Mr. Speaker, members of the Reform Party would like us to believe that a majority of farmers on the prairies are against the wheat board, that they do not want anything to do with the wheat board.
If memory serves me correctly, not too long ago there was a plebiscite on the prairies having to do with barley. If there ever was an opportunity for farmers on the prairies to embarrass the government, to support the Reform Party and to show that they wanted nothing to do with the wheat board, all the farmers had to do was to vote against the board. In effect they could say “We do not want barley attached to the board any more”.
What were the results? Notice that the Reform Party in all its speeches will never say anything about the plebiscite, never a word. I wonder why. Is it possibly because two-thirds of prairie farmers showed in that plebiscite that they support the wheat board? Two-thirds of farmers said “We want our barley sold through the Canadian Wheat Board”. That was the fact but we will never hear that from the Reform Party.
The Reform members would never want too many facts to get in the way of their presentations because facts will kill them every time. They also say “We are not against the wheat board. All we want is the right to have dual marketing. We can have the wheat board but we would also like to sell our grain to other grain companies”. Is that not nice. If we were to adopt the Reform Party proposal, imagine how long the wheat board would last. We have to remember that the wheat board is in partnership with the federal government. Over $6 billion of its financing is underwritten by the federal government. That is something no other grain company has.
Imagine in a dual marketing situation if we had one agency, one company called the Canadian Wheat Board enjoying the support of all the taxpayers in the country, and all these other companies on the other side not having that privilege or honour of the support of the federal treasury. How long would that situation last? Two or three minutes. I suspect we would be in the courts just like that. A situation where one particular company is favoured and not the others would be untenable.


Reproduce all the records word for word. Omit images.

** Opening Entries provided block **

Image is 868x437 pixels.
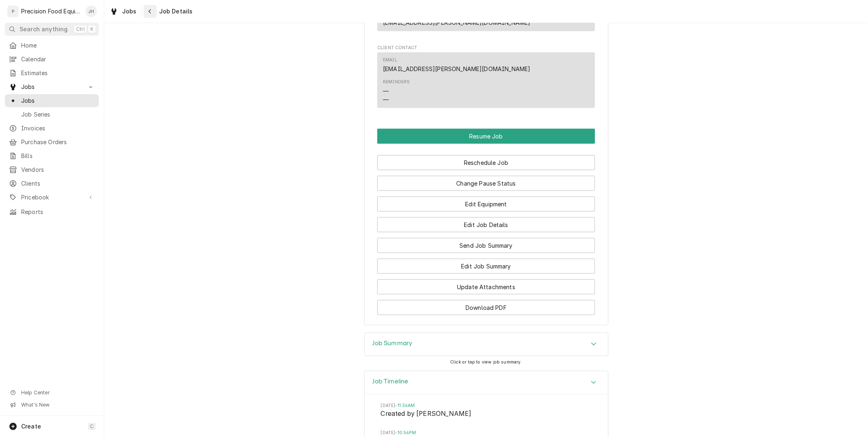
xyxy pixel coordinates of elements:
div: Email [383,57,530,73]
div: Job Summary [364,333,608,356]
button: Search anythingCtrlK [5,23,99,35]
div: Client Contact [377,44,595,112]
a: Go to Jobs [5,81,99,94]
div: Jason Hertel's Avatar [86,6,97,17]
em: 11:36AM [398,403,415,408]
span: Event String [380,409,591,421]
a: Go to What's New [5,400,99,411]
button: Send Job Summary [377,238,595,253]
span: Job Series [21,110,95,119]
div: — [383,87,389,95]
span: Client Contact [377,44,595,51]
em: 10:56PM [398,430,416,435]
button: Edit Job Summary [377,259,595,274]
a: Go to Pricebook [5,191,99,204]
button: Change Pause Status [377,176,595,191]
span: Jobs [122,7,137,16]
button: Accordion Details Expand Trigger [365,333,608,356]
h3: Job Summary [372,340,413,347]
li: Event [380,402,591,430]
a: Vendors [5,164,99,176]
a: Jobs [5,95,99,107]
a: Calendar [5,53,99,66]
span: Home [21,41,95,49]
div: Reminders [383,79,409,104]
div: Button Group Row [377,170,595,191]
div: Reminders [383,79,409,86]
button: Download PDF [377,300,595,315]
h3: Job Timeline [372,378,408,386]
div: JH [86,6,97,17]
a: Invoices [5,122,99,135]
span: What's New [21,402,94,408]
span: Bills [21,152,95,160]
a: Reports [5,206,99,219]
span: Jobs [21,83,82,91]
div: Button Group Row [377,212,595,233]
span: Timestamp [380,402,591,409]
div: Button Group Row [377,295,595,315]
span: Invoices [21,124,95,132]
div: Precision Food Equipment LLC [21,7,81,16]
div: — [383,95,389,104]
a: Estimates [5,67,99,80]
div: Button Group Row [377,233,595,253]
span: Job Details [156,7,193,16]
span: Timestamp [380,430,591,436]
div: Button Group [377,129,595,315]
a: Clients [5,177,99,190]
span: Reports [21,208,95,216]
button: Navigate back [143,5,156,18]
div: Accordion Header [365,371,608,395]
button: Reschedule Job [377,156,595,170]
div: Button Group Row [377,150,595,170]
span: Estimates [21,69,95,77]
div: Button Group Row [377,144,595,150]
button: Edit Job Details [377,217,595,233]
a: Jobs [106,5,140,18]
span: Create [21,423,41,430]
a: Home [5,39,99,52]
div: Email [383,57,397,63]
div: Button Group Row [377,274,595,295]
button: Update Attachments [377,280,595,295]
button: Accordion Details Expand Trigger [365,371,608,395]
span: Purchase Orders [21,138,95,146]
span: Pricebook [21,193,82,202]
div: Button Group Row [377,253,595,274]
span: Clients [21,179,95,188]
a: [EMAIL_ADDRESS][PERSON_NAME][DOMAIN_NAME] [383,66,530,72]
a: Job Series [5,108,99,121]
span: Search anything [20,26,68,34]
div: Button Group Row [377,191,595,212]
span: C [90,424,94,430]
span: Jobs [21,97,95,105]
span: Ctrl [76,26,85,33]
button: Resume Job [377,129,595,144]
div: Button Group Row [377,129,595,144]
div: P [7,6,19,17]
span: Click or tap to view job summary. [450,360,521,365]
button: Edit Equipment [377,197,595,212]
span: Help Center [21,390,94,397]
a: Purchase Orders [5,136,99,149]
a: Go to Help Center [5,388,99,399]
span: Vendors [21,166,95,174]
div: Contact [377,53,595,108]
span: K [91,26,94,33]
div: Accordion Header [365,333,608,356]
span: Calendar [21,55,95,63]
div: Client Contact List [377,53,595,112]
a: Bills [5,150,99,163]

** Closing Entries provided block **

• **Output of the exercise**:
Image is 868x437 pixels.
xyxy pixel coordinates of elements:
div: Email [383,57,530,73]
div: Job Summary [364,333,608,356]
button: Search anythingCtrlK [5,23,99,35]
div: Client Contact [377,44,595,112]
a: Go to Jobs [5,81,99,94]
div: Jason Hertel's Avatar [86,6,97,17]
em: 11:36AM [398,403,415,408]
span: Event String [380,409,591,421]
a: Go to What's New [5,400,99,411]
button: Send Job Summary [377,238,595,253]
span: Job Series [21,110,95,119]
div: — [383,87,389,95]
span: Client Contact [377,44,595,51]
em: 10:56PM [398,430,416,435]
button: Edit Job Summary [377,259,595,274]
a: Go to Pricebook [5,191,99,204]
button: Change Pause Status [377,176,595,191]
span: Jobs [122,7,137,16]
button: Accordion Details Expand Trigger [365,333,608,356]
h3: Job Summary [372,340,413,347]
li: Event [380,402,591,430]
a: Vendors [5,164,99,176]
a: Jobs [5,95,99,107]
a: Calendar [5,53,99,66]
span: Home [21,41,95,49]
div: Reminders [383,79,409,104]
div: Button Group Row [377,170,595,191]
div: Reminders [383,79,409,86]
button: Download PDF [377,300,595,315]
h3: Job Timeline [372,378,408,386]
div: JH [86,6,97,17]
a: Invoices [5,122,99,135]
span: What's New [21,402,94,408]
span: Bills [21,152,95,160]
a: Reports [5,206,99,219]
span: Jobs [21,83,82,91]
div: Button Group Row [377,212,595,233]
span: Timestamp [380,402,591,409]
div: Button Group Row [377,295,595,315]
span: Invoices [21,124,95,132]
div: Precision Food Equipment LLC [21,7,81,16]
div: — [383,95,389,104]
a: Estimates [5,67,99,80]
div: Button Group Row [377,233,595,253]
span: Job Details [156,7,193,16]
span: Timestamp [380,430,591,436]
div: Button Group [377,129,595,315]
a: Clients [5,177,99,190]
span: Reports [21,208,95,216]
button: Navigate back [143,5,156,18]
div: Accordion Header [365,371,608,395]
button: Reschedule Job [377,156,595,170]
div: Button Group Row [377,150,595,170]
span: Estimates [21,69,95,77]
div: Button Group Row [377,144,595,150]
button: Edit Job Details [377,217,595,233]
a: Jobs [106,5,140,18]
span: Create [21,423,41,430]
a: Home [5,39,99,52]
div: Email [383,57,397,63]
div: Button Group Row [377,274,595,295]
button: Update Attachments [377,280,595,295]
button: Accordion Details Expand Trigger [365,371,608,395]
span: Purchase Orders [21,138,95,146]
span: Pricebook [21,193,82,202]
div: Button Group Row [377,253,595,274]
span: Clients [21,179,95,188]
a: [EMAIL_ADDRESS][PERSON_NAME][DOMAIN_NAME] [383,66,530,72]
a: Job Series [5,108,99,121]
span: Search anything [20,26,68,34]
div: Button Group Row [377,191,595,212]
span: C [90,424,94,430]
span: Jobs [21,97,95,105]
span: Ctrl [76,26,85,33]
button: Resume Job [377,129,595,144]
div: Button Group Row [377,129,595,144]
div: P [7,6,19,17]
span: Click or tap to view job summary. [450,360,521,365]
button: Edit Equipment [377,197,595,212]
span: Help Center [21,390,94,397]
a: Purchase Orders [5,136,99,149]
a: Go to Help Center [5,388,99,399]
span: Vendors [21,166,95,174]
div: Contact [377,53,595,108]
span: K [91,26,94,33]
div: Accordion Header [365,333,608,356]
span: Calendar [21,55,95,63]
div: Client Contact List [377,53,595,112]
a: Bills [5,150,99,163]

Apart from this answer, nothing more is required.